MEMORANDUM OF CONVERSATION

Participants: The Secretary ARA - Mr. Miller MID - Mr. Bennett with the following Ambassadors: Ambassador Sevilla-Sacasa of Nicaragua Ambassador Castro of El Salvador Ambassador Thomen of the Dominican Republic Ambassador Nabuco of Brazil Ambassador de la Colina of Mexico Ambassador Berckemayer of Peru Ambassador Valle of Honduras Ambassador Pocaterra of Venezuela Ambassador Zuleta Angel of Columbia Ambassador Goubaud-Carrera of Guatemala Ambassador Echandi of Costa Rica Señor Joaquin E. Meyer, Chargé d'Affaires of Cuba Señor Colimon, Chargé d'Affaires of Haiti Señor Moscoso, Chargé d'Affaires of Ecuador

Subject: Presentation of Notes Motivated by Coffee Report Issued by the Senate Subcommittee on Agriculture and Forestry.

Copies to: S/S, NWC, EC, ARA-Ambassador Nufer, ARA-Ambassador Daniels, AR-Mr. Dreir, ARA/P, ARA/E, ARA-Miss Grant, MID-Mr. Cale, MID, All American embassies of each country listed above.

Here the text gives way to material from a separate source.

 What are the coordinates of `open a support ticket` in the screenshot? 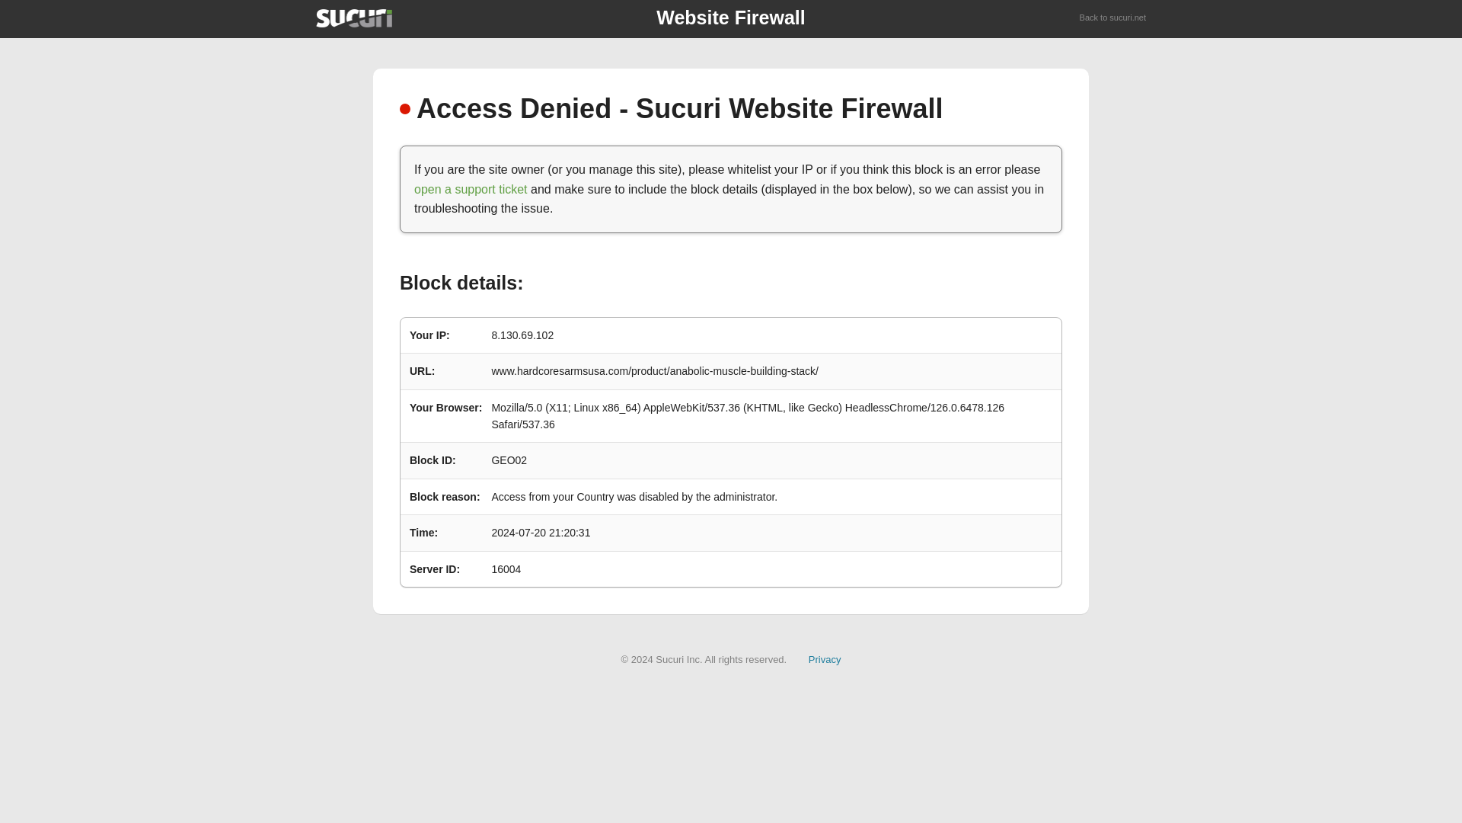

Ambassador Sevilla-Sacasa, acting as spokesman for the fourteen chiefs of mission, spoke briefly of the preoccupation which had been caused throughout the coffee-producing countries on Latin America by the charges contained in the report on coffee recently issued by a Subcommittee of the Senate committee on Agriculture and Forestry. He said that the Governments and peoples of the fourteen countries represented at the meeting were deeply concerned over the implications of manipulations and malpractices on the part of the coffee-producing countries to force an unwarranted rise in the price of coffee in the United States market. He stated that he and his colleagues had consulted together and had decided to present a joint note to the Department to make known their preoccupation with the situation and concluded with an expression of hope that there would be no change in the policies of mutual cooperation among the countries of this Hemisphere which have served all of us so well. Ambassador Sevilla-Sacasa then handed me a note signed by himself and ten of his colleagues. The Mexican Ambassador and the Cuban Chargé d'Affaires handed me individual notes and the Venezuelan Ambassador stated that he had already addressed a note to the Department on the same subject. In reply, I expressed to the chiefs of mission my readiness to receive them at any time when they have some problem which concerns them. I remarked that I had had occasion over the week end to study briefly the Gillette report, and that I was also familiar with some of the points which were causing them concern. I assured them that Mr. Miller and I would study their note most carefully. I told them that we were discussing the report with both the Subcommittee and the full committee of the Senate and that I was confident that a solution will be found to the problem.